Dark order books, which permit shares to be
bought and sold without publicly informing the market until the
trade is completed, accounted for 6.9 percent of total European
stock trading last month, up from 6.4 percent the month before
and 5.7 percent a year earlier.
Around 53 billion euros ($66.95 billion) worth of shares changed
hands in dark pools in September, up 20 percent from the
previous month and 29 percent year on year. This compares with
just 250 million euros in January 2008.
Dark pool trading has been rising despite growing scrutiny by
regulators, who are concerned that brokers and proprietary
trading firms that use aggressive high-frequency trading
strategies have an unfair advantage over other clients.
Since June, U.S. authorities have begun investigating dark pools
operated by a number of European and U.S. banks, including
Switzerland's UBS and the United States' Goldman Sachs Group.
UBS Multilateral Trading Facility, BATS Chi-X Europe and
Turquoise were responsible for roughly half of all orders
executed on "dark" books last month.
Dark pools' share of total market turnover may still be small,
but they have been growing faster than "lit" order books - where
live trade data is published - operated by primary stock
exchanges and various other firms.
Equity turnover on these "lit" order books rose 5 percent year
on year in September to 714 billion euros, but it remains down
from over a billion in 2008. Total turnover across dark and lit
order books was up 7 percent last month to 767 billion euros.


Whenever the string "retractor" turns up in a line below, that line should be copied.

━━━━━━━━━━━━━━━━━━━━━━━━━━━━━━

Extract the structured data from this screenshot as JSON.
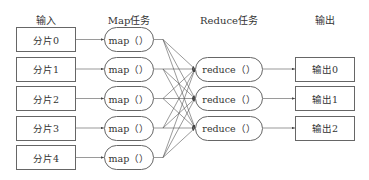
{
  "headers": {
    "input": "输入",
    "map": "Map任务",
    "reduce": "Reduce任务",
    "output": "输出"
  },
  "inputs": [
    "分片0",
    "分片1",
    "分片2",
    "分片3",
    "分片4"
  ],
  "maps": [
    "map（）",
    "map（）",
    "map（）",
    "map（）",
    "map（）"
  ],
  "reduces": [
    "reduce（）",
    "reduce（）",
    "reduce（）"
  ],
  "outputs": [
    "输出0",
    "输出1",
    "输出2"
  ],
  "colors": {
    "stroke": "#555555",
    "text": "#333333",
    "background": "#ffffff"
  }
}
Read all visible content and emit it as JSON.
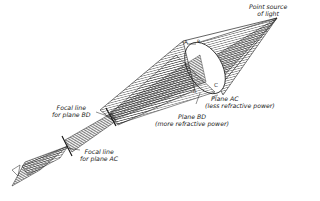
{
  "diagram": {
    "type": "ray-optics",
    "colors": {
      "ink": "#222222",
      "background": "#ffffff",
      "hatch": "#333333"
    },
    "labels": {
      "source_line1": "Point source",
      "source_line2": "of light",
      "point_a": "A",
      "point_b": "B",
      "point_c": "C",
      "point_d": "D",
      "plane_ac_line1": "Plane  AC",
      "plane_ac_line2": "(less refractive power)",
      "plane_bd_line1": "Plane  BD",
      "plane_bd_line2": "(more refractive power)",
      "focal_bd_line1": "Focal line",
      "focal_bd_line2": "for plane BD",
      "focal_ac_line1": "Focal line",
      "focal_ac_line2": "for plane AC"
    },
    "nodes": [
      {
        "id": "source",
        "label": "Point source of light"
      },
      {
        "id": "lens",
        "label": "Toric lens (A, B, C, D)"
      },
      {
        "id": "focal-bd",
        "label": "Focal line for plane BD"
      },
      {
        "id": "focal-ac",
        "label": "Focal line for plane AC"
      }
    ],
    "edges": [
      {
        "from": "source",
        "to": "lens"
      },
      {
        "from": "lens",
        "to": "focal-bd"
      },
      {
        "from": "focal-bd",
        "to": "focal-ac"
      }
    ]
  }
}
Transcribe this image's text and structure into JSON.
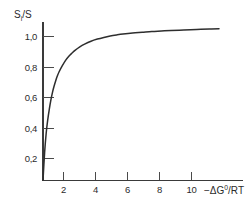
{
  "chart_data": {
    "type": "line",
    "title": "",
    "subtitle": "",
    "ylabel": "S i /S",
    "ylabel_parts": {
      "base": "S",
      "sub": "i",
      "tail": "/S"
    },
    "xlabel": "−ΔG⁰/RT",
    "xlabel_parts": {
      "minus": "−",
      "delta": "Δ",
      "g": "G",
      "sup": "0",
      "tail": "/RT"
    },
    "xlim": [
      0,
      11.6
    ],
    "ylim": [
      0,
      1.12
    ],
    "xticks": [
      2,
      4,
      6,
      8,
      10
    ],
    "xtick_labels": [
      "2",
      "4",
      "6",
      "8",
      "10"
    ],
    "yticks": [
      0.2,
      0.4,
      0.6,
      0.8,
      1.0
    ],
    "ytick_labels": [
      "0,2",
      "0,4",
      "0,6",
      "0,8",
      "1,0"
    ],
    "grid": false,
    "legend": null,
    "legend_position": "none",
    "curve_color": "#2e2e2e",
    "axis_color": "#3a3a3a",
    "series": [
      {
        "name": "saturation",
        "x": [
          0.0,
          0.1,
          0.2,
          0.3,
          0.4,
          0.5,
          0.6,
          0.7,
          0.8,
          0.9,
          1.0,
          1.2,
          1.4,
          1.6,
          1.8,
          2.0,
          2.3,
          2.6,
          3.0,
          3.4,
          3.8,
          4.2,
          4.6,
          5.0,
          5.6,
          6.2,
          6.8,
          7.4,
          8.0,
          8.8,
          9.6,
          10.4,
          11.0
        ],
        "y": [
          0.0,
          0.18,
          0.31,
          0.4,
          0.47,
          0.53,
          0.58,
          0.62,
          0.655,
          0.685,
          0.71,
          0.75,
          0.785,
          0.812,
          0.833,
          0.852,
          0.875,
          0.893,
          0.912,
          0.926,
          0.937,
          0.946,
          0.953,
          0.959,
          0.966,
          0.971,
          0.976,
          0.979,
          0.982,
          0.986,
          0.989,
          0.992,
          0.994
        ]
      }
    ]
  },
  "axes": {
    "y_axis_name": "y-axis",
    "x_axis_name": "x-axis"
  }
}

━━━━━━━━━━━━━━━━━━━━━━━━━━━━━━

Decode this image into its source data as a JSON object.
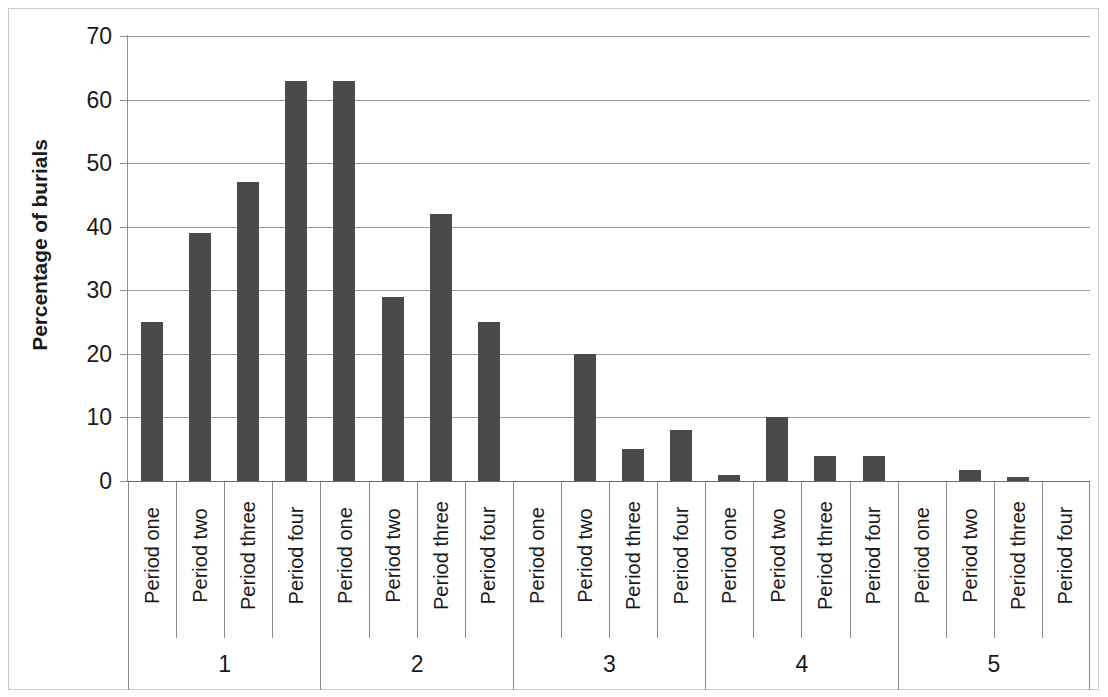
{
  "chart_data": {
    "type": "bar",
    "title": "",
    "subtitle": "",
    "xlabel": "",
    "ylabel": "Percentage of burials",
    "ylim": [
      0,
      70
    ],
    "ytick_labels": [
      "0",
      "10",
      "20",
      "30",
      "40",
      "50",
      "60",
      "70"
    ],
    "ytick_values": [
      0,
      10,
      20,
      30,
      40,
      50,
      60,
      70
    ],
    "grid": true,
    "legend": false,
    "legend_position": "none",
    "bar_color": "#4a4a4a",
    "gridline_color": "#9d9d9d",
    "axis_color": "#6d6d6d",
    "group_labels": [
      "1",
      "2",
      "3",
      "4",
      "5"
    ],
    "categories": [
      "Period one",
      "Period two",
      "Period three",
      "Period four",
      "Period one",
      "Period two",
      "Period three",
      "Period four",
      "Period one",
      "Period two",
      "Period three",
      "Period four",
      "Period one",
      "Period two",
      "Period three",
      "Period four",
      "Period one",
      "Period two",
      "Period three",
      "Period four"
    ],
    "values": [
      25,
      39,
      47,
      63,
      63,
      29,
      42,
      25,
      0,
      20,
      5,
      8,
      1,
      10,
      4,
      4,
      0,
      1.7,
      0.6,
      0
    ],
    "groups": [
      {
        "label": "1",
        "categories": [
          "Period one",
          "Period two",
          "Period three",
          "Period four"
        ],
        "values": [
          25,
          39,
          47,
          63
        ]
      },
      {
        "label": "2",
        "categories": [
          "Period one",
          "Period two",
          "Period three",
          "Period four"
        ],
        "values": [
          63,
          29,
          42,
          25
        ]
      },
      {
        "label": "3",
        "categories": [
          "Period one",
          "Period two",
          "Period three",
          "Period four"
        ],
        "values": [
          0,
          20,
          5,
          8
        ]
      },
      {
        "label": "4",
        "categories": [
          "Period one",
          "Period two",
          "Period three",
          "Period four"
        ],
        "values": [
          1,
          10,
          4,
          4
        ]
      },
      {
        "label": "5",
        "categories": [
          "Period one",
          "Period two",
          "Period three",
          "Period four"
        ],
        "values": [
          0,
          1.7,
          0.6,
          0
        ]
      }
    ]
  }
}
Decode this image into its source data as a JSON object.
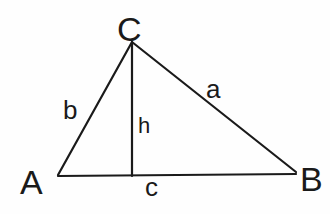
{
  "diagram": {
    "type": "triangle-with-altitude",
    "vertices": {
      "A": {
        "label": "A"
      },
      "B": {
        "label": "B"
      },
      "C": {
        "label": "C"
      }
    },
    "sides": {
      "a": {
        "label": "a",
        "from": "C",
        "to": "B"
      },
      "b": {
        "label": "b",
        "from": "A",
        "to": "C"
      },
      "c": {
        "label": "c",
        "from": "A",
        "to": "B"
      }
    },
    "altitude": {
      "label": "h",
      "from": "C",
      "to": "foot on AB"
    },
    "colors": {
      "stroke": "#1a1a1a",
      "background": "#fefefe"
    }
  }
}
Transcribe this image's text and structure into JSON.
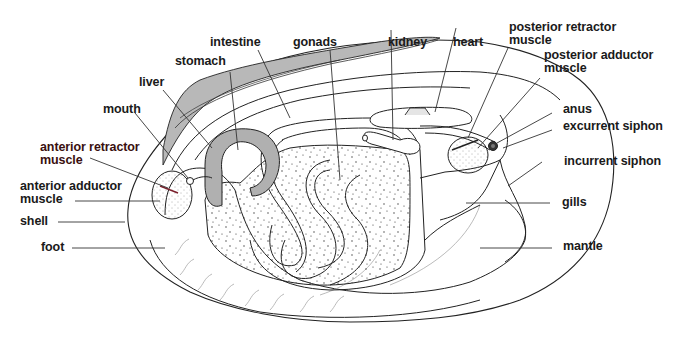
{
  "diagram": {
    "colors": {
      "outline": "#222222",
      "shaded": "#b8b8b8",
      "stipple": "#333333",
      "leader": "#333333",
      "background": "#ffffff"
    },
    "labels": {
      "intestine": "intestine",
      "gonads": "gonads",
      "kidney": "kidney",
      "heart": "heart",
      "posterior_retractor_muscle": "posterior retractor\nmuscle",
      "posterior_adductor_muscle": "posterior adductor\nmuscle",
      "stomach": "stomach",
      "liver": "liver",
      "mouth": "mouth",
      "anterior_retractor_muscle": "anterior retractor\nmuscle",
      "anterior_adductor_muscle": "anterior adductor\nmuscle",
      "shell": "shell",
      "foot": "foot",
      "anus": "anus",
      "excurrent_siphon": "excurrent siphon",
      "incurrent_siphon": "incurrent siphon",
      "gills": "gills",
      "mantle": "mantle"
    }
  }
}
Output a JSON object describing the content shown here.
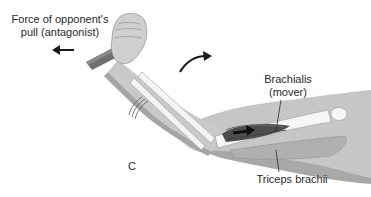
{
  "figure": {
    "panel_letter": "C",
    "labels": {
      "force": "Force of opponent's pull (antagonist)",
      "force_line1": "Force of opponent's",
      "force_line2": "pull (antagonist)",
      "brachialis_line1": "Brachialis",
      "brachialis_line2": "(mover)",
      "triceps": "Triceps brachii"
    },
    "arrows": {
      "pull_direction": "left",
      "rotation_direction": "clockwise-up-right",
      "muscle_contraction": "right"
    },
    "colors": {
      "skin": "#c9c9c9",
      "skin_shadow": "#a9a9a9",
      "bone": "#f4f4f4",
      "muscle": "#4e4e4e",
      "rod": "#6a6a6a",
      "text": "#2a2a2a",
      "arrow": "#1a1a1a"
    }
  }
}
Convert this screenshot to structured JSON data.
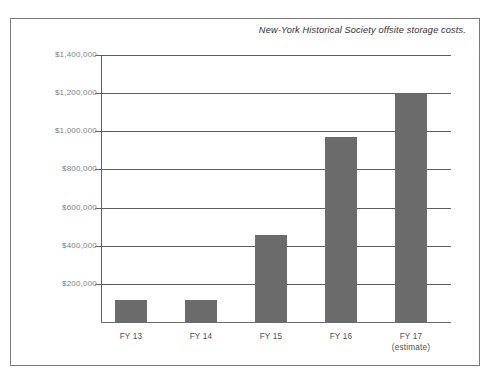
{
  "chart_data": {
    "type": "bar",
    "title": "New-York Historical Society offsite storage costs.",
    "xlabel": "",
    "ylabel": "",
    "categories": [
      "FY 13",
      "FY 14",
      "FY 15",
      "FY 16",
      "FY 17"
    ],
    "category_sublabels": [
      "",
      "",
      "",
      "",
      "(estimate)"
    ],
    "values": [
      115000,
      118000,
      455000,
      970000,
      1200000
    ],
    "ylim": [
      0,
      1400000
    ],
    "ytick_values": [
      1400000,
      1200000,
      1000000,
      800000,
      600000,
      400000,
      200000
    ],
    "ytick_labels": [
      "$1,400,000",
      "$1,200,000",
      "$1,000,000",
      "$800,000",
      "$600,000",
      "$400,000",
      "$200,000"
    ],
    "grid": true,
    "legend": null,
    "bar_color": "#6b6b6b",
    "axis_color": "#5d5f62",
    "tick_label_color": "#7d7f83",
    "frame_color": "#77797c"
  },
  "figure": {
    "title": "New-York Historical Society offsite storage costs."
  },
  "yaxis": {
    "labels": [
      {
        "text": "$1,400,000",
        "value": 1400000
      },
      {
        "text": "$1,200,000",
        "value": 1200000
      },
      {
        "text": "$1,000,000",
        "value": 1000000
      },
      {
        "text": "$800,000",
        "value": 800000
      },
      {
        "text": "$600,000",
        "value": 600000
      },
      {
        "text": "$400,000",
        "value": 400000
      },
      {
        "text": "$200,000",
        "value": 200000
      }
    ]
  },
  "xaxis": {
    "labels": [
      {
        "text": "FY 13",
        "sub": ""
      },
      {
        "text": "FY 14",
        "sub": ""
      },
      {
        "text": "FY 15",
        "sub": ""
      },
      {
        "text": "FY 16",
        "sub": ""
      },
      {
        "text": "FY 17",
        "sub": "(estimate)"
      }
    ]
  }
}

━━━━━━━━━━━━━━━━━━━━━━━━━━━━━━

### [Written response]
      "posterior_retractor_muscle": "posterior retractor\nmuscle",
      "anterior_retractor_muscle": "anterior retractor\nmuscle",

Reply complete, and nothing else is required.